Rating: B-
Dir: Jesse V. Johnson
Star: Scott Adkins, Ray Stevenson, David Paymer, Ashley Greene
A good concept here, and an interesting selection of supporting characters. It’s therefore a shame the plot doesn’t make as much of these strong elements as it should. Adkins is Mike Fallon, a hit-man with a special selling-point: he makes his victim’s deaths seem like accidents rather than murders. He’s part of a syndicate of killers, each with their own style, who hang out at a private club called The Oasis, run by Big Ray (Stevenson), while waiting for commissions handed out by Wilton (Paymer), who handles client communication and payment. When Mike’s ex-girlfriend is killed, in what looks like a burglary gone wrong, he suspects more to it – especially after there’s an ill-advised attempt on his own life. Naturally, there is, and Mike finds himself going up against his colleagues.

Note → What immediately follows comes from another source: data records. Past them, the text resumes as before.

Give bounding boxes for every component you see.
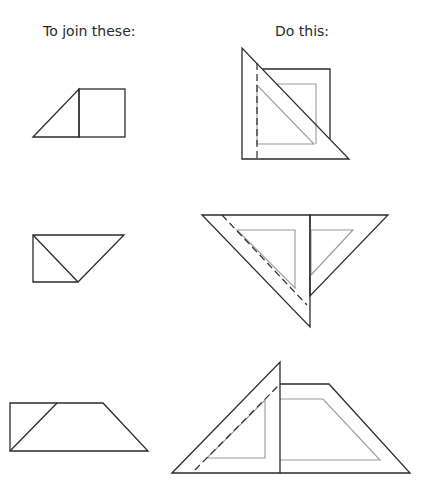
row1-set-square-outer xyxy=(242,48,349,159)
row2-set-square-outer xyxy=(202,215,310,327)
row3-set-square-outer xyxy=(172,362,280,473)
row2-outline xyxy=(33,235,124,282)
row3-trapezoid-inner xyxy=(280,399,380,460)
row1-solution xyxy=(242,48,349,159)
row1-square-inner xyxy=(277,84,316,144)
row3-diagonal xyxy=(10,403,57,451)
row1-triangle xyxy=(33,89,79,137)
row3-solution xyxy=(172,362,410,473)
row2-solution xyxy=(202,215,388,327)
row1-square xyxy=(79,89,125,137)
row2-right-triangle-outer xyxy=(310,215,388,296)
row2-set-square-inner xyxy=(237,230,295,288)
row2-dashed-guide xyxy=(222,215,307,305)
instruction-diagram xyxy=(0,0,438,496)
row2-right-triangle-inner xyxy=(311,230,353,275)
row2-pieces xyxy=(33,235,124,282)
row1-pieces xyxy=(33,89,125,137)
row2-diagonal xyxy=(33,235,78,282)
row3-pieces xyxy=(10,403,148,451)
row3-outline xyxy=(10,403,148,451)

There’s a sense of this being a British John Wick, both in its revenge-driven plot pitting killers vs. killers, and The Oasis being a haven where assassins can hang out on neutral ground – though being British, it’s more local pub than swanky hotel. But since this was based on a comic-strip by Pat Mills and Tony Skinner, optioned to be a film as early as 1997, the jury is out on who copied who [I’ve not been able to discover if The Oasis was an integral part of the strip] It scores in an excellent supporting cast who bring their characters to life, from the innovative methods of Finicky Fred to the slice-and-dice approach of Jane the Ripper (Amy Johnston, who proves remarkably capable of standing against Adkins).
We also get a flashback in the middle, showing us how, as a teenager, Mike met Ray and became a killer, in order to deal with the local bullies. This extended diversion could easily have derailed things, yet definitely adds more than it subtracts. I just feel that the “accident man” idea is never explored to its potential. There’s a fake suicide and a staged car-crash, then everything else is just straight mayhem, Adkins cracking heads in an enjoyable, yet hardly novel, way. I’d rather have seen more use of Fallon’s skills to create subtler deaths that are ambivalent; yet then, you could argue doing so would waste Adkins’s copious physical talents.
Make no mistake, this is still entertaining stuff – especially considering a low budget, which is never reflected in the overall quality. Impressively, Adkins co-wrote the film with school pal Stu Small, having got the rights himself from Mills and Skinner, and been a fan of the strip when it came out. On that basis, playing Fallon has to be close to a dream project, and you sense his passion coming through in the end project. There’s a lot of grubby heart to this, and much like Avengement, it feels like early Guy Ritchie made an action film on the weekend. A sequel is in the works; production supposed started in January 2020, though I’ve heard little since. I just hope it doesn’t take another twenty years to reach the screen.
This review is part of Project Adkins, covering the movies of Scott Adkins.